Entries taken from a collection:
BEGIN

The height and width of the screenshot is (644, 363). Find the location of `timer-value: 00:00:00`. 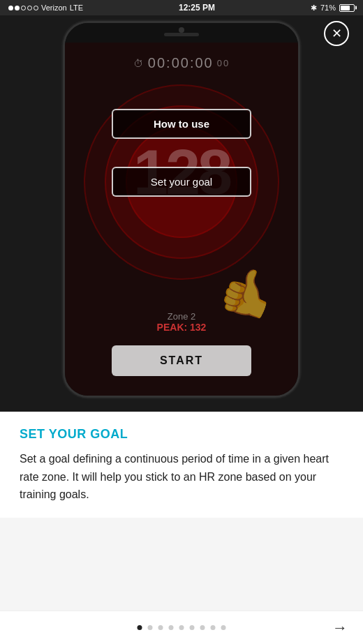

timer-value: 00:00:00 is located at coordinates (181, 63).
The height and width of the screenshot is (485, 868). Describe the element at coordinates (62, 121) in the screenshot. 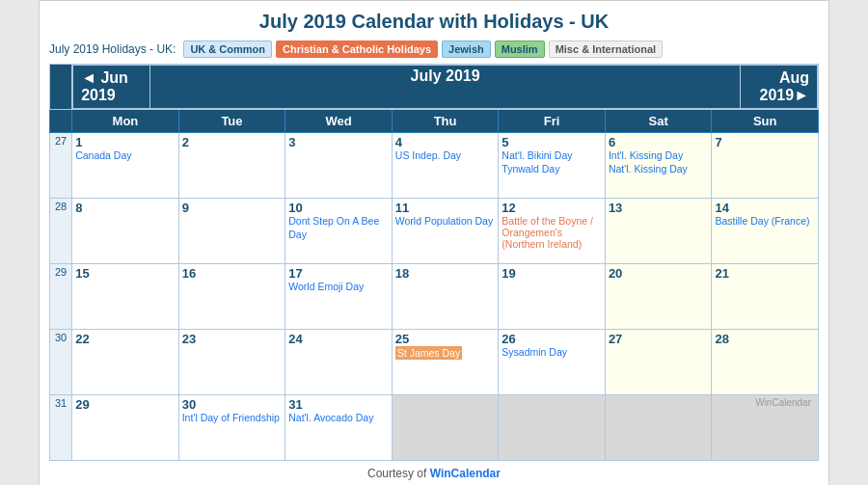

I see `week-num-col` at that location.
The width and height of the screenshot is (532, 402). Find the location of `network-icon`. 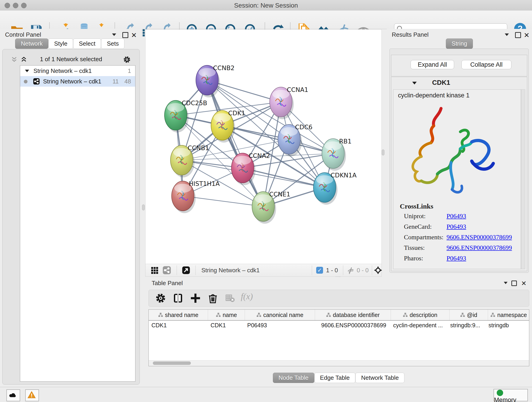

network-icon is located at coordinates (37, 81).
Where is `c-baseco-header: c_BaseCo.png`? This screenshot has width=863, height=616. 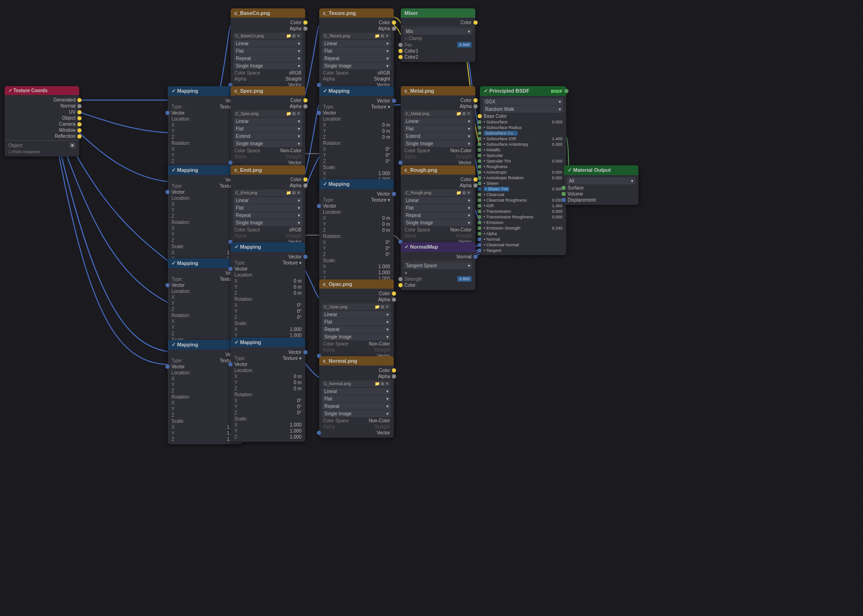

END

## The problem
Pictures aside, repeat every line of the data above exactly.

## Expected answer
The height and width of the screenshot is (644, 363). Find the location of `timer-value: 00:00:00`. 

timer-value: 00:00:00 is located at coordinates (181, 63).
The height and width of the screenshot is (485, 868). Describe the element at coordinates (62, 121) in the screenshot. 

I see `week-num-col` at that location.
The width and height of the screenshot is (532, 402). Find the location of `network-icon`. 

network-icon is located at coordinates (37, 81).
Where is `c-baseco-header: c_BaseCo.png`? This screenshot has width=863, height=616. 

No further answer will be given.